No garrison or watch was put into Castlewood when my lord came back, but a Guard was in the village; and one or other of them was always on the green keeping a lookout on the great gate, and those who went out and in. Lockwood said that at night especially every person who came in or went out was watched by the outlying sentries.

He had begun by flattering the boys, finding a good berth and snug quarters at Castlewood, and hoping to remain there. But they laughed at his flattery, they scorned his bad manners, they yawned soon at his sermons; the more their mother favoured him, the more they disliked him; and so the tutor and the pupils cordially hated each other. Mrs.

"Jack, do you take me to be a fool?" asks the one gentleman of the other. "Pretty pair of horses the youth has got. How he is flogging 'em!" And they see Mr. Warrington galloping up the street, and scared coachmen and chairmen clearing before him: presently my Lord Castlewood is seen to enter a chair, and go his way. Harry drives up to his own door.

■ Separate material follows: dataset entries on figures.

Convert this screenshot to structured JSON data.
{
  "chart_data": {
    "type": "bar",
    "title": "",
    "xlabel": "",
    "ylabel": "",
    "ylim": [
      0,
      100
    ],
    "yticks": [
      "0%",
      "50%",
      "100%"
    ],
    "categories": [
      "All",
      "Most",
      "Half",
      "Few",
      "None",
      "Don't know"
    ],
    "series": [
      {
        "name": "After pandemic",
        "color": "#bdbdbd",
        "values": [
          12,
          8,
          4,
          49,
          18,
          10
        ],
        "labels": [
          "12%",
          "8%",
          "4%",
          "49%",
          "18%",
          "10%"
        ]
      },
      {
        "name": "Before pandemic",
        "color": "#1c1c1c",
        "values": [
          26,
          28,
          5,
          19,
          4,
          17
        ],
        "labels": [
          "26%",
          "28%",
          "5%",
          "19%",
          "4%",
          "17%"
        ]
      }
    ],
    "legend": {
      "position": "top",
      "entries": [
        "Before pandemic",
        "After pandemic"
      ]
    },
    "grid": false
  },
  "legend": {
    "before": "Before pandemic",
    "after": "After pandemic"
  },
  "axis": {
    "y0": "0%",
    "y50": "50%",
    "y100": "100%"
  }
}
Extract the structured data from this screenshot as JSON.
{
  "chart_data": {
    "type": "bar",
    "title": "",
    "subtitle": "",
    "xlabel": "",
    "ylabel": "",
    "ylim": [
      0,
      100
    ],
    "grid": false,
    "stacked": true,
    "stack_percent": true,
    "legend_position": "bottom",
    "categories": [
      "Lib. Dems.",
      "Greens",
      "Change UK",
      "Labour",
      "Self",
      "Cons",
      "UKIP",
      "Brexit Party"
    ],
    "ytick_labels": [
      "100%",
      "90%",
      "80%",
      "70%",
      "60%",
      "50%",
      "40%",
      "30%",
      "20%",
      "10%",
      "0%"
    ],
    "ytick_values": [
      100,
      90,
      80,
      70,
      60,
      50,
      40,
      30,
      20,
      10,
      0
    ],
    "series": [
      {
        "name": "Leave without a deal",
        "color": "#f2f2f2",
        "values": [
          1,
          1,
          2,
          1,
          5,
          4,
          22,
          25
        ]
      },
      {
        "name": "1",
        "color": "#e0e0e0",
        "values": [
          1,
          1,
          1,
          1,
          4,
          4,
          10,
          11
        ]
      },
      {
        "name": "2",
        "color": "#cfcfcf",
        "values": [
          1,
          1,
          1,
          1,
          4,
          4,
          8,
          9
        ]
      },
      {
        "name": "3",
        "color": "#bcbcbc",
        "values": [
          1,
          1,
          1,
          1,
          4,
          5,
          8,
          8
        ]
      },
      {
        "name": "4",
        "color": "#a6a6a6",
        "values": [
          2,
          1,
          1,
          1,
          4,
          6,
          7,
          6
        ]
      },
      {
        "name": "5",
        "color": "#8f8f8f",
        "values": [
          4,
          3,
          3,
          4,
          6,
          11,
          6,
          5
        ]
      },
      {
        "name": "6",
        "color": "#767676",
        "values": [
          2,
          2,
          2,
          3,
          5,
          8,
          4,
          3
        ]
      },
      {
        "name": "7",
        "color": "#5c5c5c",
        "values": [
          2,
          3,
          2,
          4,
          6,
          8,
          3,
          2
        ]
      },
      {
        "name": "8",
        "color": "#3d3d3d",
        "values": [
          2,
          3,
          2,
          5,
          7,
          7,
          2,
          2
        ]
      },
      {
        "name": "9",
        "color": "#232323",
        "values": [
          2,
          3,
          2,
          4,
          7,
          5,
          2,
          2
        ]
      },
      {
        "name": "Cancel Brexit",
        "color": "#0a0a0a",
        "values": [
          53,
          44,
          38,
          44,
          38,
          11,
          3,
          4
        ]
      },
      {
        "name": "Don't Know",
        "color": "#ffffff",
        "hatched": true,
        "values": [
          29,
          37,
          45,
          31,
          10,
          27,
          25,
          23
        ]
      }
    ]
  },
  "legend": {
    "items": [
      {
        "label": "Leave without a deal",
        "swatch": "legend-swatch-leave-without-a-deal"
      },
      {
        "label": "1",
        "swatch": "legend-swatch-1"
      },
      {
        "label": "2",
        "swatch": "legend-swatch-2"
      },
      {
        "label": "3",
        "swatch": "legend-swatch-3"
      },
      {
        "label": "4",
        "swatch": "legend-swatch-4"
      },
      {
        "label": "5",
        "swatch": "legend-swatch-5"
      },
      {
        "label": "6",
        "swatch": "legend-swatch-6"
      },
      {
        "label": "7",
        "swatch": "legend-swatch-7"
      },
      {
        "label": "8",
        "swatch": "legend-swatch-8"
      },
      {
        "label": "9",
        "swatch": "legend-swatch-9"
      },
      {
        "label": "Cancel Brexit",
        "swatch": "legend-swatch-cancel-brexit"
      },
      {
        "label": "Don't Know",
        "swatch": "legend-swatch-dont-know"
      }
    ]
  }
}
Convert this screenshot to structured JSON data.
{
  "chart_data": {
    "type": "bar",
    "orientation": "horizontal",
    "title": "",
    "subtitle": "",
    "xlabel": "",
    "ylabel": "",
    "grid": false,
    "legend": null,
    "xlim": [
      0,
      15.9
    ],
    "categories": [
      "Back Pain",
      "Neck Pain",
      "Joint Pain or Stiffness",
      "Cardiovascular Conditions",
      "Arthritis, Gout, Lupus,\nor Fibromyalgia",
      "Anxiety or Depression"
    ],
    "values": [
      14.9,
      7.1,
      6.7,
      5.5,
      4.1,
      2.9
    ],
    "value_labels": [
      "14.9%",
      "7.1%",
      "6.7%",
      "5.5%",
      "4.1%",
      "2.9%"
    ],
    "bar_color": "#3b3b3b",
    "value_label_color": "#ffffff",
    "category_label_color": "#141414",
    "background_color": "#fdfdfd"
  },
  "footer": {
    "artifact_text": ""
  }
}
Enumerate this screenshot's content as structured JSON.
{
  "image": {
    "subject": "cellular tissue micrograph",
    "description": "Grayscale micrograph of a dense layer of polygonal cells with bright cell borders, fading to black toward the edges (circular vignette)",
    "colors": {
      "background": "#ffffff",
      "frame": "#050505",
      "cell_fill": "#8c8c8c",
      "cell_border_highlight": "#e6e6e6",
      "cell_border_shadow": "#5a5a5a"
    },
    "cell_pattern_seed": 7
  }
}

But we two cared no longer to live in England: and Frank formally and joyfully yielded over to us the possession of that estate which we now occupy, far away from Europe and its troubles, on the beautiful banks of the Potomac, where we have built a new Castlewood, and think with grateful hearts of our old home.

"Why do you call me 'Miss Castlewood' so? You quite make me doubt my own right to the name." Major Hockin looked at me with surprise, which gladdened even more than it shamed me. Clearly his knowledge of all, as he described it, did not comprise the disgrace which I feared. "You are almost like Mrs. Strouss to-day," he answered, with some compassion. "What way is the wind?

The end of ESMOND is a yet wider excursion from the author's customary fields; the scene at Castlewood is pure Dumas; the great and wily English borrower has here borrowed from the great, unblushing French thief; as usual, he has borrowed admirably well, and the breaking of the sword rounds off the best of all his books with a manly, martial note.

And he pretended to understand music, whereupon the Swiss valet brought him some, and Master Gumbo turned the page upside down. These instances of long-bow practice daily occurred, and were patent to all the Castlewood household.

That was how he looked at it, when he should have sent constables after her." "And what became of her the mindless animal, to forsake so good and great a man! I do hope she was punished, and that vile man too." "She was, Miss Castlewood; but he was not; at least he has not received justice yet. But he will, he will, he will, miss. The treacherous thief!

He had said a score of things to his guest which wounded and chafed the latter, and to which Mr. Washington could give no reply. Angry beyond all endurance, he left the table at length, and walked away through the open windows into the broad veranda or porch which belonged to Castlewood as to all Virginian houses.